Tuesday the 26th February, the beginning of Drawing Week and the day I with about fifteen other art students caught a bus to Cronulla Sewage Treatment Plant. I didn’t know what to expect, but I’d spent a considerable amount of time (since the end of January) imagining what a sewerage works might actually be like; smelly, noisy, full to the brim with poo and populated with diligent hazmat and high viz wearing workers. What it was like, was quite different than I expected.
We walked in single fine, wearing high viz green vests with TOUR emblazoned on them, along the renewable walk. The site was vast, we walked up stairs and across gangways and down again. Seemed like we were walking for hours, it was so humid in all our layers. The hard hats fit awkwardly and I was starting to get thirsty.

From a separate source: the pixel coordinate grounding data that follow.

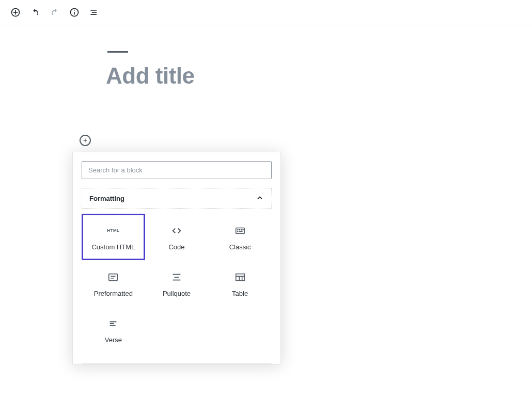  What do you see at coordinates (177, 286) in the screenshot?
I see `blocks-grid: HTML Custom HTML Code Classic Preformatt…` at bounding box center [177, 286].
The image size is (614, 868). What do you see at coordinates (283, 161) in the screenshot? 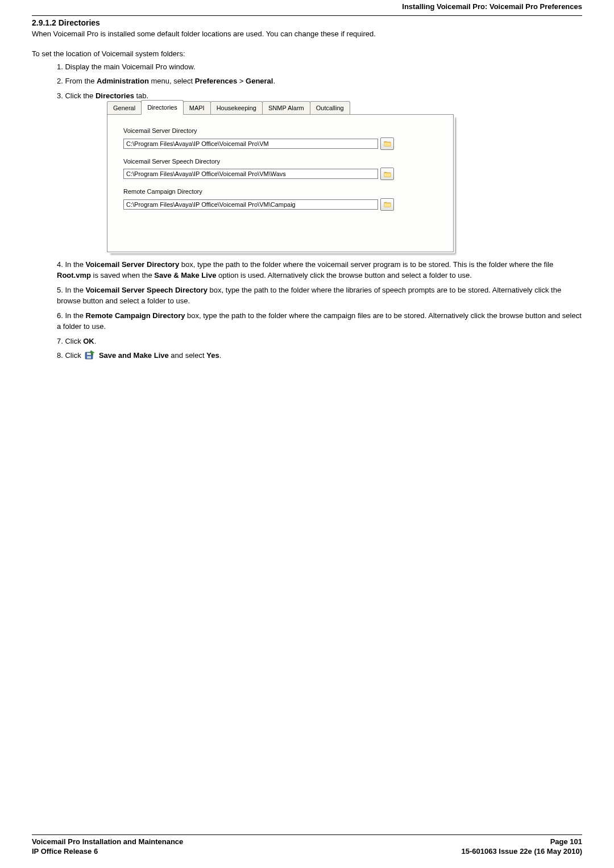
I see `label-voicemail-server-speech-dir: Voicemail Server Speech Directory` at bounding box center [283, 161].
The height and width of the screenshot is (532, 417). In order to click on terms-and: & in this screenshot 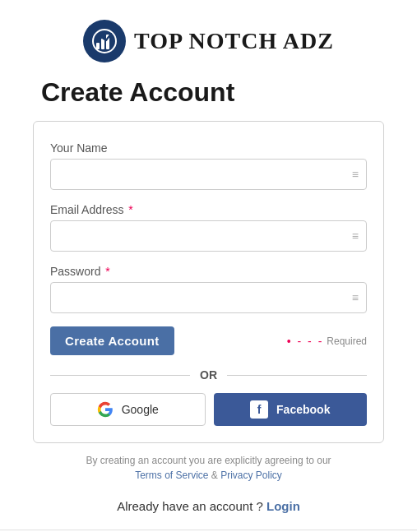, I will do `click(214, 475)`.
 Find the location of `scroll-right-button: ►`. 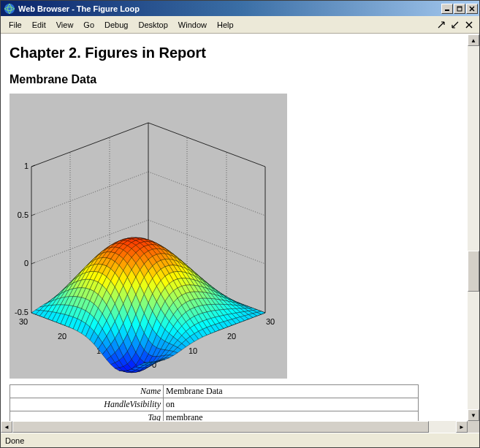

scroll-right-button: ► is located at coordinates (462, 427).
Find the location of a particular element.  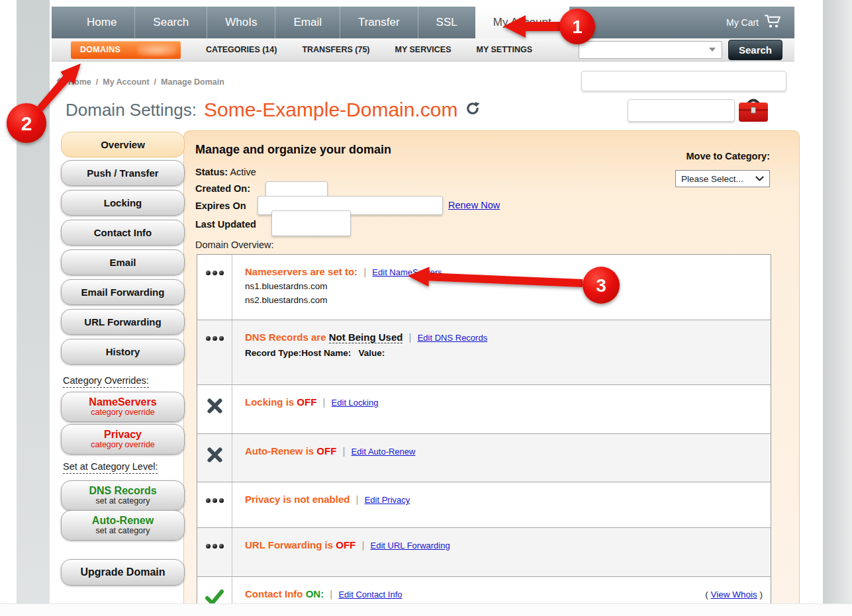

left-margin-strip is located at coordinates (33, 302).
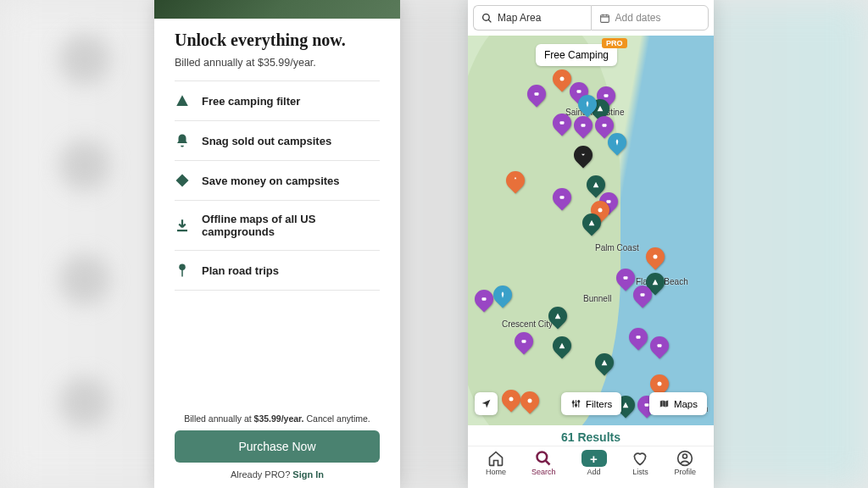 The height and width of the screenshot is (488, 868). Describe the element at coordinates (641, 472) in the screenshot. I see `tab-label: Lists` at that location.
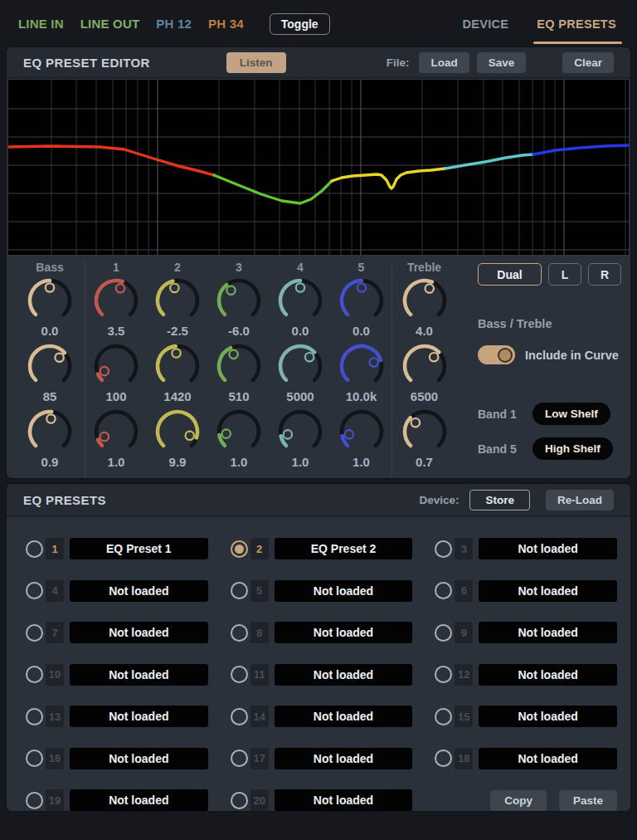 Image resolution: width=637 pixels, height=840 pixels. I want to click on preset-name-field-2: EQ Preset 2, so click(343, 549).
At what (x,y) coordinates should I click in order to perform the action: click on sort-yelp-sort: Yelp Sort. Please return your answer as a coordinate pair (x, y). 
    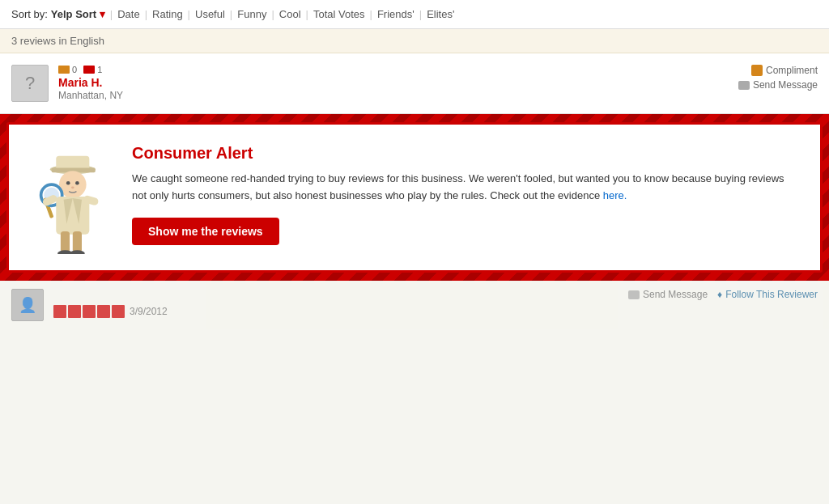
    Looking at the image, I should click on (74, 15).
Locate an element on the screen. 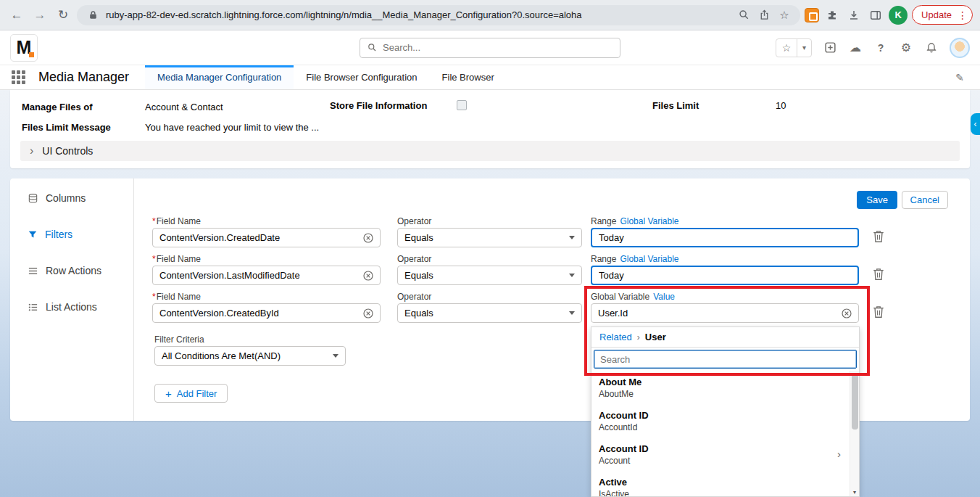  scrollbar-thumb is located at coordinates (855, 401).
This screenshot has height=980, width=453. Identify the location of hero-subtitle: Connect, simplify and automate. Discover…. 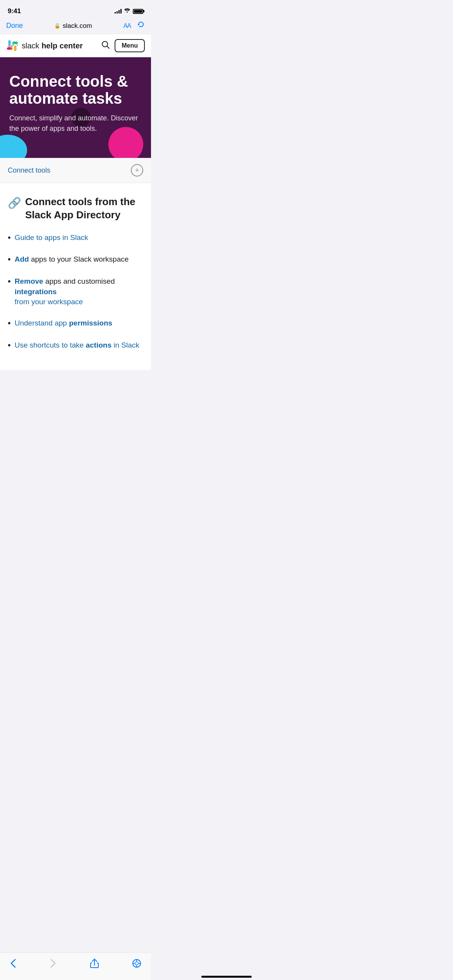
(76, 123).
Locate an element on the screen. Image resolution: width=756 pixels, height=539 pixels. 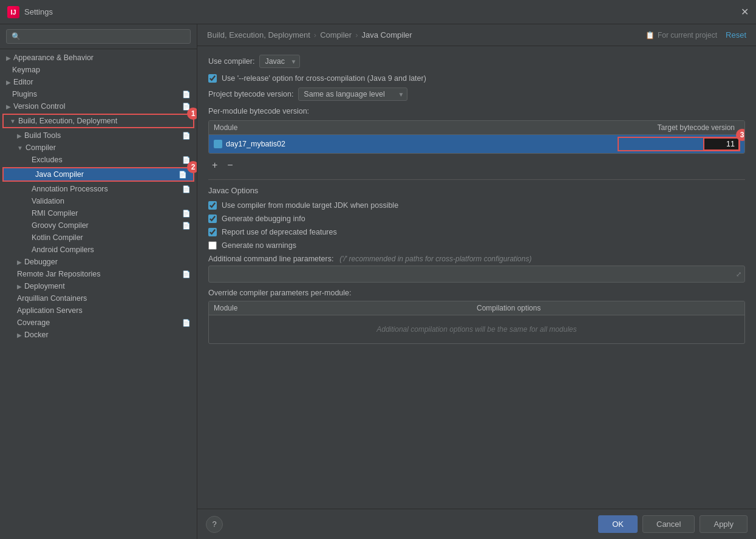
project-bytecode-label: Project bytecode version: is located at coordinates (251, 94).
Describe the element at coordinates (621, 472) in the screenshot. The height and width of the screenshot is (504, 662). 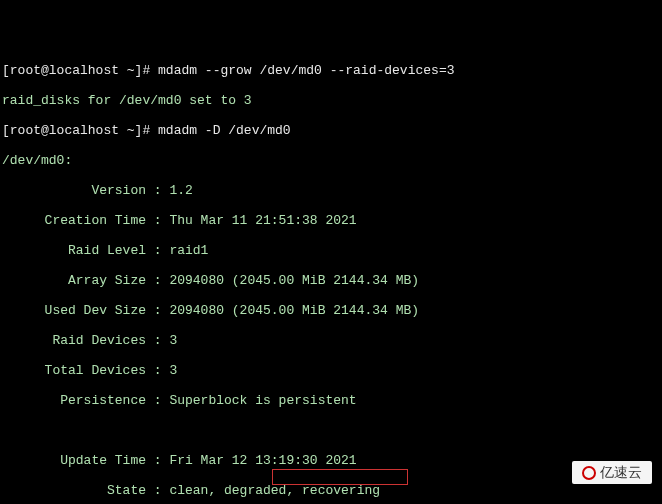
I see `watermark-text: 亿速云` at that location.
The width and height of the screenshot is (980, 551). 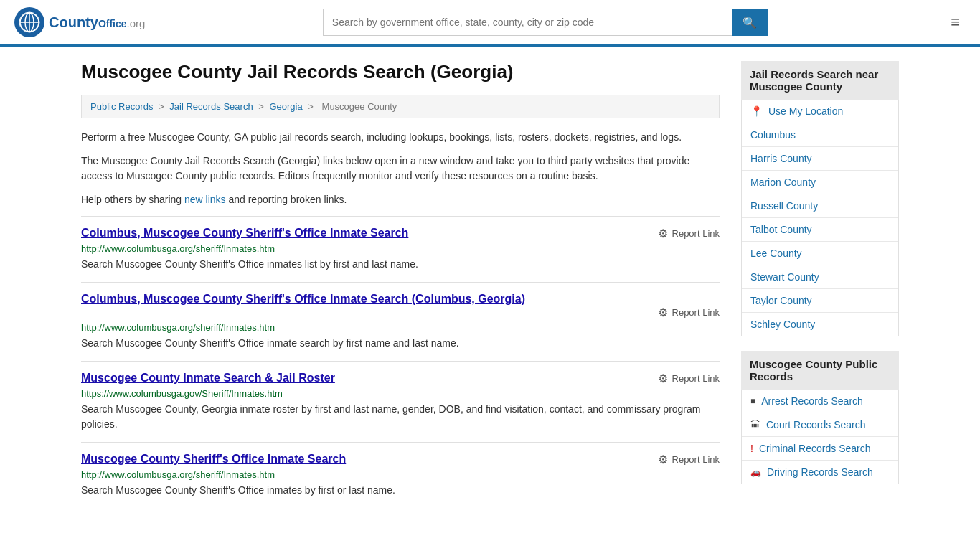 I want to click on sidebar-item-arrest: ■ Arrest Records Search, so click(x=820, y=402).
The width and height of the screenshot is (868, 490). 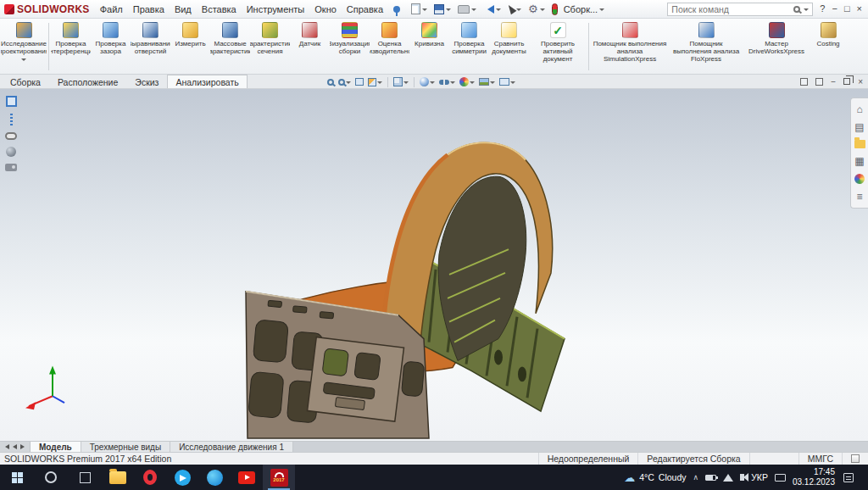 I want to click on appearances-scenes-icon, so click(x=860, y=179).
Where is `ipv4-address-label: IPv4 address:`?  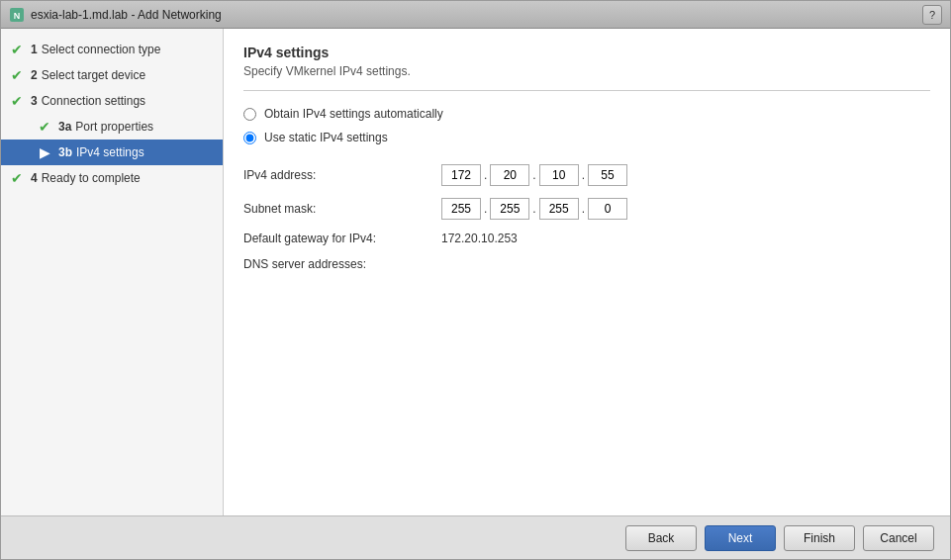 ipv4-address-label: IPv4 address: is located at coordinates (342, 175).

There was no poo in sight. Only enormous vats of murky water, numerous pipes and empty tanks filled with old chains. The smell was more salty like the beach and mangroves or heavy rain than the foul odours associated with fecal matter or manure. The sterilised experience, the inner works hidden beyond our sight.
We couldn’t help but notice that there were things growing in some of the tanks and thick spider webs covering pipes, it felt like we were exploring a modern ruin. That there weren’t any other human workers around but we were told not to worry “as probes were constantly monitoring the situation”, only adding to the feeling of being in an alien place. Far from other people, surrounded by industrial equipment and the thick vegetation that not only surrounded the sewage plant but had started to grow in it. Bringing to mind horror fiction of robot, alien and plant revolutions or evolutions. The quiet of the place only heightened the eerie quality.
After the excursion my mind was buzzing but lacking direction, after some sewage and artist research, as a way to collect my thoughts and continue pursuing my interest in sewage I’ve started this blog project. I don’t want to just focus on my visit to Cronulla Sewage Treatment Plant, as a secure sight it is hard to access, it is only the starting point.